Tag Archives: bananas

Banana Bread with Cheddar Cheese

 
Our posts contain Amazon.com links. Click one, and we may receive a small commission at no additional cost to you on your next purchase there. Read our disclosure policy for details.

For the first time ever, I made one of my mom’s recipes less healthy rather than more. This is even a recipe I previously adapted to be healthier. And I’ll probably go back to my healthier version (and share it with you) next time. But that doesn’t make this experiment less of a success.


Cheddar Banana Bread

To understand this recipe, you have to know one thing about me: I eat cheddar cheese on top of my banana bread. Yes, I know I’m weird. Chris has told me so several times. My mom has conveniently forgotten that this is the way we ate it the entire time I was growing up. I know this because one of the times that Chris told me I was weird, I tried to get her to back me up about it being the way we always did it, and she denied it. That was how we ate our Swedish raisin rye bread, but our banana bread? No cheese ever touched it, if you ask her now.

Whatever. I know the truth. And even if the meeting of toasted banana bread and melted cheddar is a figment of my imagination, I’m glad to have it in my cheese-addled mind. This bread and my brioche buns are usually my go to for breakfast.  Continue reading

Cheddar Banana Bread

 
Our posts contain Amazon.com links. Click one, and we may receive a small commission at no additional cost to you on your next purchase there. Read our disclosure policy for details.

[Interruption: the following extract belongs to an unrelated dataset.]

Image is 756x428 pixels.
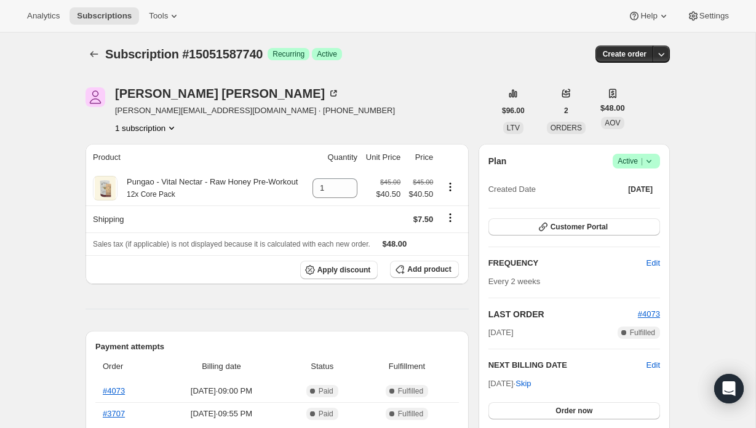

A richer variation of my mother’s wonderful (if non-cheddarific) recipe.
Yield: 1 loaf

Ingredients
Wet
3 bananas, mashed
2 oz. (4 tablespoons) butter, melted
2 eggs, well beaten

Dry
1 3/4 cups flour (I used King Arthur Flour’s White Whole Wheat, but all purpose would work as well.)
3/4 tsp soda
1/2 tsp salt
2/3 cup sugar

1 cup shredded cheddar cheese
Cinnamon and sugar for dusting the top

Procedure

  1. Preheat the oven to 350°F. Spray loaf pan with oil.
  2. Continue reading

Miracle Fruit 101

 
Our posts contain Amazon.com links. Click one, and we may receive a small commission at no additional cost to you on your next purchase there. Read our disclosure policy for details.

A week and a half ago, Baker Bee and I threw our first flavor tripping party. It wasn’t our first experience with miracle fruit, but most of our guests were flavor tripping virgins. This was awesome, because in this case your first time is probably going to be the best, and if there’s anything more fun than flavor tripping yourself, it’s watching someone else’s eyes go big as they bite into a lemon wedge…and then seeing them immediately reach for another.

Miracle fruit is a little red berry from Africa, originally eaten by the local populace to make their food taste better, but now also a staple in the diets of urban foodies and inquisitive geeks elsewhere in the world. The berry itself doesn’t taste like much–or so I’ve heard, as I’ve never had a fresh one–but the results are, well, miraculous, thanks to a chemical in the berry called–get this–“miraculin”. When scientists start calling things miracles, you know you’re dealing with something truly special.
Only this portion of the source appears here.